Sunday Matters: Really Feels Quite Different Lately

Sunday Matters

Do you feel it too? That sense of peace and calm? I’ve not felt that in months. I feel so much more productive and happy. I’ve been spending more time on my Bible studies and it just feels good to not be walking around with my shoulders all bunched up with stress.

Activity has been good even though some walks were skipped due to those horrid winds. And my path to a plant-based diet has been good too. Right now I am just working on being vegetarian again but my doc suggested a plant-based diet and since quitting meat I have lost eight stubborn pounds and that is huge for just two weeks doing this. She suggested inflammation was the culprit. She might be right.

Right Now:

I am sipping coffee and diving in and out of my current read. This afternoon my daughter has two auditions and then later my youth group meets on Zoom.

This Week:

The upcoming week is blissfully empty. Work, yes but nothing on the calendar requiring my focus.

Reading:

I finished Miss Benson’s Beetle and the review should be up this Tuesday. I am now reading The Wife Upstairs.

The Wife Upstairs

Watching:

Still watching Maine Cabin Masters. I would love to own a little cabin. Especially a nicely done-up one on the lake! This show is so cool to watch.

Grateful for:

  • Easy, breezy afternoons where nothing is going on except me deciding what to read.
  • Rain. We are finally getting some rain. We need it so badly.
  • Good storytelling. All I want to do these days is curl up with a good read and there are plenty of books for me to choose from.

Let me know how you are doing. I hope you are all healthy and that your families are doing well too.

Review: The Overstory

The Overstory

The Overstory
By Richard Powers
W. W. Norton & Company, 9780393356687, April 2019, 512pp.

The Short of It:

This work of fiction is bigger than the trees and people it’s about.

The Rest of It:

It is impossible for me to explain the magnitude of this work but I shall try. The Overstory is comprised of seemingly independent stories that eventually become entwined for a finale that I personally didn’t see coming.

Each story is in some way about nature and trees and the importance of their place in the world we live in. What they represent, how we can’t live without them, and in one story, how they speak to us. In the telling of this story, we meet a young woman who, after surviving an accident, begins to hear voices instructing her to leave everything behind and to just head out onto the road. Go where? She isn’t sure but while following these voices, she meets a person who is on his own quest for answers and together they head out on a journey that will change their lives.

In other stories, we meet a married couple who is unable to have children, a young man who is sentenced to a wheelchair but who finds fame in the video games he creates, a young woman who struggles to find purpose after her father commits suicide. There’s even more but it’s best if you go into the story blind. You must experience it for yourself. I found myself totally immersed in these stories and they had me yearning for fresh air and sunshine. I will never look at a tree in the same way again and if you shy away from short fiction do not shy away from this book because it is absolutely a novel, not just a collection of similar stories.

At 500+ pages The Overstory is a commitment but if you love the outdoors or if you’re like me and have found an appreciation for the outdoors since this pandemic hit, you will find yourself treasuring this novel. I read it in two days and when I turned that last page I sat there stroking its cover for a full five minutes. So much to think about.

Source: Purchased
Disclosure: This post contains Indiebound affiliate links.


Write out the entire listing below exactly as it appears, minus any pictures.
= = =
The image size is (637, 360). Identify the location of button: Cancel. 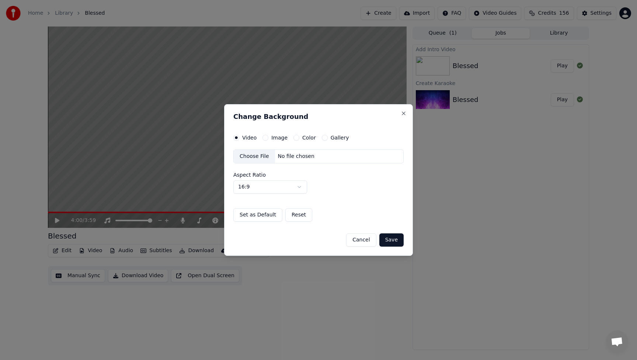
(361, 240).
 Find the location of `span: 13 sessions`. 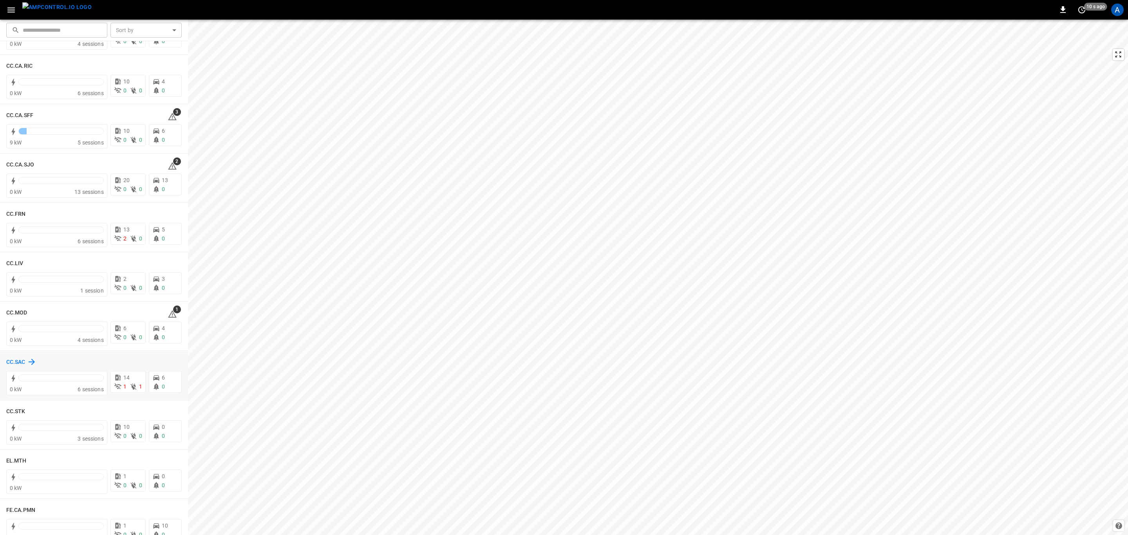

span: 13 sessions is located at coordinates (89, 192).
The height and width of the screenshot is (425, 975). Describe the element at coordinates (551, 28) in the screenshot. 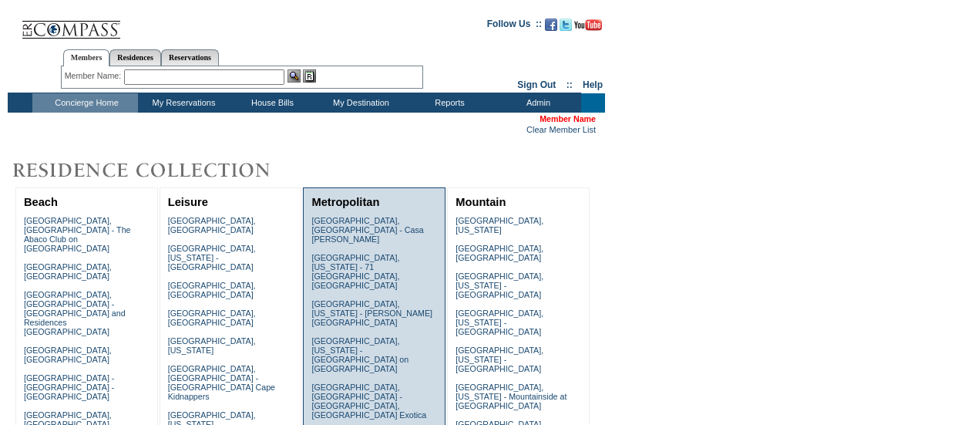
= = =
Expected answer:
The image size is (637, 360). Identify the location of button: Cancel. 
(361, 240).
 Find the location of `span: 13 sessions`. 

span: 13 sessions is located at coordinates (89, 192).
The height and width of the screenshot is (425, 975). Describe the element at coordinates (551, 28) in the screenshot. 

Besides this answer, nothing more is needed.